Archdiocesan News
October 2013
At the Australasian Catholic Press Association conference in Melbourne on 4-5 September, Wel-Com beat down fierce competition to win best editorial in 2012-2013. The winning editorial was ‘A living for the least’, on the living wage, published in the February, 2013 issue of Wel-Com.
In the citation, the judge said:
‘This well-written, concise editorial made a claim about the treatment of workers in New Zealand under the John Key-led government, backed it up with apt quotation, related this claim to a then-current union-led Living Wage campaign, and applied the topic to Catholic social teaching as articulated in a 2010 NZ Catholic Bishops Conference statement, Working for Life. It integrated, appropriately, some telling remarks from a couple of interestingly relevant union leaders. The editorial was bold enough to come to a strong conclusion underwritten by a clear moral purpose and designed unabashedly to influence its readership.’
Other New Zealand winners include Tui Motu Interislands, Marist Messenger and NZ Catholic. Click to download a PDF booklet listing all ACPA Awards for Excellence 2013.
Conference highlights
The conference brings together media from throughout Australia, New Zealand and the Pacific every year to discuss ways of making the issues in the Church of today more relevant for readers.
A highlight of the conference this year was a discussion on presenting contentious issues in Church media. Wel-Com editor Cecily McNeill was the first of four panelists to speak and told of how coverage of the breakin at the American spy base Waihopai had polarised opinion in the Church.
Other speakers continued this theme, discussing the fine line between representing the truth as they see it and keeping everyone happy.
With one of the panelists being the communications director for the Church’s response to the Australian Royal Commission on Child Abuse, the debate focused mainly on reporting of clergy sex abuse.
It was generally felt that Church media were not doing readers any favours by failing to report on cases when they arose in their area, that knowledge of such cases was important for healing of the whole Church as well as for the individuals concerned.
One participant who had just arrived in Australia from Britain said he had been raped ‘multiple times’ and that, with statistics as high as ‘one in four’ people in the Church affected by sex abuse, there were bound to be other survivors in the room also.
The topic so exercised journalists that the session went an hour over the time limit without any complaint.
A second conference which followed ACPA was for those working in religious media, ARPA. The two conferences usually share a lunch on the day the one finishes and the other starts.
ARPA also presented a stimulating conference this year. Jesuit priest Fr Frank Brennan said how he had written articles for the Jesuit online magazine Eureka Street for political battles on behalf of asylum seekers, and the founder of the School for Advanced Journalism at Melbourne University, Margaret Simons, supported the importance of new media, tweeting, blogging, which were replacing newspapers as we know them.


In the material below, find every line containing the string "beam" and return it.

-- Opening Marker --

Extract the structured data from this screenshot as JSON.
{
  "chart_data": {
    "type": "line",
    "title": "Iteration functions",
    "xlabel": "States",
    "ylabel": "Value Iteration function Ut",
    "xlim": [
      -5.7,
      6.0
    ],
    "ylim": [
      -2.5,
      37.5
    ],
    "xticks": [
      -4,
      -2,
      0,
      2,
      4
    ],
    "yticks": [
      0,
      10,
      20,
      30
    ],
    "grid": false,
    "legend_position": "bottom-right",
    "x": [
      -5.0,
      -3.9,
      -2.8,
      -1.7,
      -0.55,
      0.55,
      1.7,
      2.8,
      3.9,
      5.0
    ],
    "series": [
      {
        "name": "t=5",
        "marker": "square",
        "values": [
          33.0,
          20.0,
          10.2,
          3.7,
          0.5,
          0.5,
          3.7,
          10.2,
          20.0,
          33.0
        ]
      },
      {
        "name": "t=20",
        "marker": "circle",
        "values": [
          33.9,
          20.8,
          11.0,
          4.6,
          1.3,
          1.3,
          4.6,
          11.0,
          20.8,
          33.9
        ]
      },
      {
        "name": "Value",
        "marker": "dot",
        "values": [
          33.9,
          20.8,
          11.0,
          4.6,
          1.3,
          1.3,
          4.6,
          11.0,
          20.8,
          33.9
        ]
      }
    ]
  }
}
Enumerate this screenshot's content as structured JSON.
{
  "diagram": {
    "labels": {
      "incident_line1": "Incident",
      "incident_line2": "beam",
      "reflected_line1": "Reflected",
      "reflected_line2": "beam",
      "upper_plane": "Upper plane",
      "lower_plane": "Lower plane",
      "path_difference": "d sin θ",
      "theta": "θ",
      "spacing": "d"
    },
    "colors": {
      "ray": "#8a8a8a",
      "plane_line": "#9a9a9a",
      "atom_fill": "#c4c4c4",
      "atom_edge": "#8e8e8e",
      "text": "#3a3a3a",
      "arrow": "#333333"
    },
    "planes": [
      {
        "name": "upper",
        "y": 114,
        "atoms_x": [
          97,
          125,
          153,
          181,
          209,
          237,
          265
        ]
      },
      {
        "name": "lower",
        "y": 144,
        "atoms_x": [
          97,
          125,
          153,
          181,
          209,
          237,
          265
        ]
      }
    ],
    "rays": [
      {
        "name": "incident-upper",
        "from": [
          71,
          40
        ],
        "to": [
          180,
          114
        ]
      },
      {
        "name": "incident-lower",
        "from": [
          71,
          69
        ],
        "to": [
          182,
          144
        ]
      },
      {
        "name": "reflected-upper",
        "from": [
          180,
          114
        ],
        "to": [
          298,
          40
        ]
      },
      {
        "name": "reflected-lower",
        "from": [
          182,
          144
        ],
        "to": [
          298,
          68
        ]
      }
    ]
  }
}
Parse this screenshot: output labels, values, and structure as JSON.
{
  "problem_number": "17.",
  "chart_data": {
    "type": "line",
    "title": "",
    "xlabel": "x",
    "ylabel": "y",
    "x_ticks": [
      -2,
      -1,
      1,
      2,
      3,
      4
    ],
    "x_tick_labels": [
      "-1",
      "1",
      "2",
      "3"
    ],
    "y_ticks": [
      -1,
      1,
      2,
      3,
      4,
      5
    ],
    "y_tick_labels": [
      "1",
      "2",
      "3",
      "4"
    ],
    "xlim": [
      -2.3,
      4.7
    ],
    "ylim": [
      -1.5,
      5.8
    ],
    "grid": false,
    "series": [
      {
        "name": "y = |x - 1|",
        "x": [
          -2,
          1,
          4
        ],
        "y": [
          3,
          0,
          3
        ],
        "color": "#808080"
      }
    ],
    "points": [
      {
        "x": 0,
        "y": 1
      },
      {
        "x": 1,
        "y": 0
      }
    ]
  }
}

-- Closing Marker --
-- Opening Marker --

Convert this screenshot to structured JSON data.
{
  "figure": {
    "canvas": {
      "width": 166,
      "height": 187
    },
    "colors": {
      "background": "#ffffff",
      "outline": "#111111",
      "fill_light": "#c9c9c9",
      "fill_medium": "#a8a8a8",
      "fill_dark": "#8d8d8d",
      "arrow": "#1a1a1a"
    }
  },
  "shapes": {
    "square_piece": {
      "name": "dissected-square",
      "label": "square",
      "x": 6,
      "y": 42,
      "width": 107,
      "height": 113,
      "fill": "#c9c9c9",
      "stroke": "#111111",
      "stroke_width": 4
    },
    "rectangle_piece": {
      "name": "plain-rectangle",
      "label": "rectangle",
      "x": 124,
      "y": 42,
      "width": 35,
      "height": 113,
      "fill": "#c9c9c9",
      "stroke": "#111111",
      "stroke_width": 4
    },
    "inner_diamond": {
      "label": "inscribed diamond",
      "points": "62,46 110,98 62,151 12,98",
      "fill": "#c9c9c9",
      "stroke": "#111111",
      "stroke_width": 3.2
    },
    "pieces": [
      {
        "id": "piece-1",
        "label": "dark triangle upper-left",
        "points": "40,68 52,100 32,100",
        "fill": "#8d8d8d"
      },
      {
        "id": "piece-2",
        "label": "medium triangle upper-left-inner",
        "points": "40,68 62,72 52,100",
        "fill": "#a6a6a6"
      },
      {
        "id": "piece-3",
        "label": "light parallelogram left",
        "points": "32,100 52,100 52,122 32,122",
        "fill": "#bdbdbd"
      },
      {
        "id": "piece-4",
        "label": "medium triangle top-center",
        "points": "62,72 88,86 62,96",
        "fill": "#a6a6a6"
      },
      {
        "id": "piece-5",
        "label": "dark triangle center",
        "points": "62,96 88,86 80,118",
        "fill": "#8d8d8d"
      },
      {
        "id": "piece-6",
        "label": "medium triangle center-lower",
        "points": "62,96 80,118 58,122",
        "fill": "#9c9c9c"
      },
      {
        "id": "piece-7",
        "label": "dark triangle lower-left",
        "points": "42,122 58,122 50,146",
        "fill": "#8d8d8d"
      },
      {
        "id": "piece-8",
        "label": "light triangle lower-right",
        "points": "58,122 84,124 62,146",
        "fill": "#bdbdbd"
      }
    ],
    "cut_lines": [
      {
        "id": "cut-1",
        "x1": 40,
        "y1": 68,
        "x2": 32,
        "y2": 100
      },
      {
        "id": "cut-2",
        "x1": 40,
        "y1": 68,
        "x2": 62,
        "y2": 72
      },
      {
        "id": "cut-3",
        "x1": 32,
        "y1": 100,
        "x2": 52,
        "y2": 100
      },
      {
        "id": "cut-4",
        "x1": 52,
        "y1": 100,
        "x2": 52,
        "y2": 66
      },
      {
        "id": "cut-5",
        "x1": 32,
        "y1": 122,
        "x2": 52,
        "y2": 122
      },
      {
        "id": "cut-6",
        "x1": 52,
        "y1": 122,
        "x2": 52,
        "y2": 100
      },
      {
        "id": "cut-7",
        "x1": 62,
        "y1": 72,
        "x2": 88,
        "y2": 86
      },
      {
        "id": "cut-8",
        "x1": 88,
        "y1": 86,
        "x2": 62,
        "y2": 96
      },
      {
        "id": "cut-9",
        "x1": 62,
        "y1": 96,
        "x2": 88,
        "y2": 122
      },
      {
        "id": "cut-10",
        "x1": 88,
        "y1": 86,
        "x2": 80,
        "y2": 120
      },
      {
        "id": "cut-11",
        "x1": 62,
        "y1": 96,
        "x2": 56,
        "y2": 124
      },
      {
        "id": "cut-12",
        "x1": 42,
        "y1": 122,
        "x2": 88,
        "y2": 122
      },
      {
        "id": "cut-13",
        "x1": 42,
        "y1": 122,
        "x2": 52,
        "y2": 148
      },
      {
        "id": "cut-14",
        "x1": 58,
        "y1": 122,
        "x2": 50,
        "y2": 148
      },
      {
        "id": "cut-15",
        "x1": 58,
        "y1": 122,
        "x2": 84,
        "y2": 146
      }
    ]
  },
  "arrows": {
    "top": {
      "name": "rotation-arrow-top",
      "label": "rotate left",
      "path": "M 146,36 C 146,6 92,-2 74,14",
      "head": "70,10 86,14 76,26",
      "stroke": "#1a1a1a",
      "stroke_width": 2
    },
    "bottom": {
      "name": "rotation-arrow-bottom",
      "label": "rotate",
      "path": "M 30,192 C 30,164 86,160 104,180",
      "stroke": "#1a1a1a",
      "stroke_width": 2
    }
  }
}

-- Closing Marker --
-- Opening Marker --

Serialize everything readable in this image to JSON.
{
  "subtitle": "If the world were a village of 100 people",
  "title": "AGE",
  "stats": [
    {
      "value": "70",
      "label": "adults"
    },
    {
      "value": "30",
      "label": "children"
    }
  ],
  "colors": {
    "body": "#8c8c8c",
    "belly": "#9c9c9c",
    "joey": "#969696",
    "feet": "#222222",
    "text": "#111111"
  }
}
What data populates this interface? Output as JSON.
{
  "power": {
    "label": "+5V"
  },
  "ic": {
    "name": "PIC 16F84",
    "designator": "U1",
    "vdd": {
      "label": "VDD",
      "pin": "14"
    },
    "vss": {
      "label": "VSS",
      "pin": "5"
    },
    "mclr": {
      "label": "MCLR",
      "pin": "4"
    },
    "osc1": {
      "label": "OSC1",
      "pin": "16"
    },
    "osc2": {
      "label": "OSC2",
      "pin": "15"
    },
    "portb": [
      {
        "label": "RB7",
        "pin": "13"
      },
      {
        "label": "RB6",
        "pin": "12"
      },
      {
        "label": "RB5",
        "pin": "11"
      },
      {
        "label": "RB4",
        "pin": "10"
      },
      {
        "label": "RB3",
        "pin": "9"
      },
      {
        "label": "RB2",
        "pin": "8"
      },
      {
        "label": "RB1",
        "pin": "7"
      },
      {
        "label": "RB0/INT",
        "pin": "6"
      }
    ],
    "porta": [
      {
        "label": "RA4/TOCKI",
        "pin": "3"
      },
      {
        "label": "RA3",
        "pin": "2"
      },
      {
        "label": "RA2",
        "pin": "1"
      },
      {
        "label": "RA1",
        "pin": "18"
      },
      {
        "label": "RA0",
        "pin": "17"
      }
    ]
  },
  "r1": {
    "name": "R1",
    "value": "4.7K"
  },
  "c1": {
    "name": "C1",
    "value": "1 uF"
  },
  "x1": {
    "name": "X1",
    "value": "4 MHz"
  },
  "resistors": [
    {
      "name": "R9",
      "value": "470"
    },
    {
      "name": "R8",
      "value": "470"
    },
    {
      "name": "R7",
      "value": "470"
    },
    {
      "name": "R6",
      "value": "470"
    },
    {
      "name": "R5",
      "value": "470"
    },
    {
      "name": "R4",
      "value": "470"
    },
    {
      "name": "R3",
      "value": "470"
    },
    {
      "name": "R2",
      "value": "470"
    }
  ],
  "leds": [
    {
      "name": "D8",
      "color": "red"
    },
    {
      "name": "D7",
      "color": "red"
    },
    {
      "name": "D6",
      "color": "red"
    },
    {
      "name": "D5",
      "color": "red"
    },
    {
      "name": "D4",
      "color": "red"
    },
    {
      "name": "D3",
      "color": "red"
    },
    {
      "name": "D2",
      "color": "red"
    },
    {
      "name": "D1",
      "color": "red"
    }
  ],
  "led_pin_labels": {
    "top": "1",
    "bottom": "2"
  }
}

-- Closing Marker --

EXERCISE RESULT —
      "incident_line2": "beam",
      "reflected_line2": "beam",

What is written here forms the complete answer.